Quarry bank mill a national trust place

Without a doubt the best national trust property we have visited. I have wanted to visit this mill for a number of years, and with a nice drive up to Cumbria for a trail race it made a good idea to stop off. On the way to Quarry bank we drove through Jodrel Bank home to the famous radio telescope and I noticed it had a visitor centre so we will have to have a look there in the years to come. Quarry bank is an old mill that was famous for the cloth and textiles it made and played a big part in the industrial revolution.

From Wikipedia

Samuel Greg leased land at Quarrell Hole on Pownall Fee from Lord Stamford, who imposed a condition that ‘none of the surrounding trees should be pruned, felled or lopped´; maintaining the woodland character of the area. The factory was built in 1784 by Greg[4] to spin cotton. When Greg retired in 1832 it was the largest such business in the United Kingdom. The water-powered Georgian mill still produces cotton calico. The Gregs were careful and pragmatic, paternalistic millowners, and the mill was expanded and changed throughout its history. When Greg’s son, Robert Hyde Greg, took over the business, he introduced weaving. Samuel Greg died in 1834.

The Mill was attacked during the Plug Plot riots on 10 August 1842.[5]

The mill’s iron water wheel, the fourth to be installed, was designed by Thomas Hewes and built between 1816 and 1820. Overhead shafts above the machines were attached to the water wheel by a belt. When the wheel turned, the motion moved the belt and powered the machinery. A beam engine and a horizontal steam engine were subsequently installed to supplement the power. The Hewes wheel broke in 1904 but the River Bollin continued to power the mill through two water turbines. The mill owners bought a Boulton and Watt steam engine in 1810 and a few years later purchased another because the river’s water level was low in summer and could interrupt production of cloth during some years. Steam engines could produce power all year round. Today the mill houses the most powerful working waterwheel in Europe, an iron wheel moved from Glasshouses Mill at Pateley Bridge designed by Sir William Fairbairn who had been Hewes’ apprentice.

 

 

Birdland Bourton-on-the-water

We are always venturing into the Cotswolds and we again visited the villages of Bourton-Upon-The-Water and Broadway. We have looked around these places many times however for a change we went into Birdland to take a look. It first opened in 1957 but moved to its current location in 1989 and for £20 for two is well worth a visit. It contains over 500 birds and the place is very well kept so if your out that way take a look.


= What you should do =
Pull every line with "texture" from the entries below.

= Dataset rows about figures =
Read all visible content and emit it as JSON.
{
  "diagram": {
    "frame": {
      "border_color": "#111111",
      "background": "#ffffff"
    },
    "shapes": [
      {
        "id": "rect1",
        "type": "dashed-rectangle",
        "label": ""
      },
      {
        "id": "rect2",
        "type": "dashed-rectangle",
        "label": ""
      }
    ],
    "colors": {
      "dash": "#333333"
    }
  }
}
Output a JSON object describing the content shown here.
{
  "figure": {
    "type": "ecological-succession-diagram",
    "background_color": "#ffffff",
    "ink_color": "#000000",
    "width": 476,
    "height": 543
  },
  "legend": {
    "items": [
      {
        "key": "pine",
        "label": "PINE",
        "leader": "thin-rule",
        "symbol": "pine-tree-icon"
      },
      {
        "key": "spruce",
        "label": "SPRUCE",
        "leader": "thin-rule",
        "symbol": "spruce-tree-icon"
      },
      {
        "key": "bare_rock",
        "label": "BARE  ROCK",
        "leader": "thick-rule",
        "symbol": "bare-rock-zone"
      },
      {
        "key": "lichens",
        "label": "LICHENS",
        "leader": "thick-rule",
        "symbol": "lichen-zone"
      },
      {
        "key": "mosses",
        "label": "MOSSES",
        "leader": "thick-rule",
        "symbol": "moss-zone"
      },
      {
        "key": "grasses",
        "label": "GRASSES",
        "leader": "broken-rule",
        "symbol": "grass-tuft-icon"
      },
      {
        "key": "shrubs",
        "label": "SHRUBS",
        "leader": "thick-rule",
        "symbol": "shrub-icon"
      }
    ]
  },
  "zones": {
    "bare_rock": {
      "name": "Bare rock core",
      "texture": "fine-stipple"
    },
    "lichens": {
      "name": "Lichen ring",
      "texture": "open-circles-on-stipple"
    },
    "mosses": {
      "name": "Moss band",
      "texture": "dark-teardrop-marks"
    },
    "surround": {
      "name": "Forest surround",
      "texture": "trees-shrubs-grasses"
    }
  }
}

= Written solution =
      "texture": "fine-stipple"
      "texture": "open-circles-on-stipple"
      "texture": "dark-teardrop-marks"
      "texture": "trees-shrubs-grasses"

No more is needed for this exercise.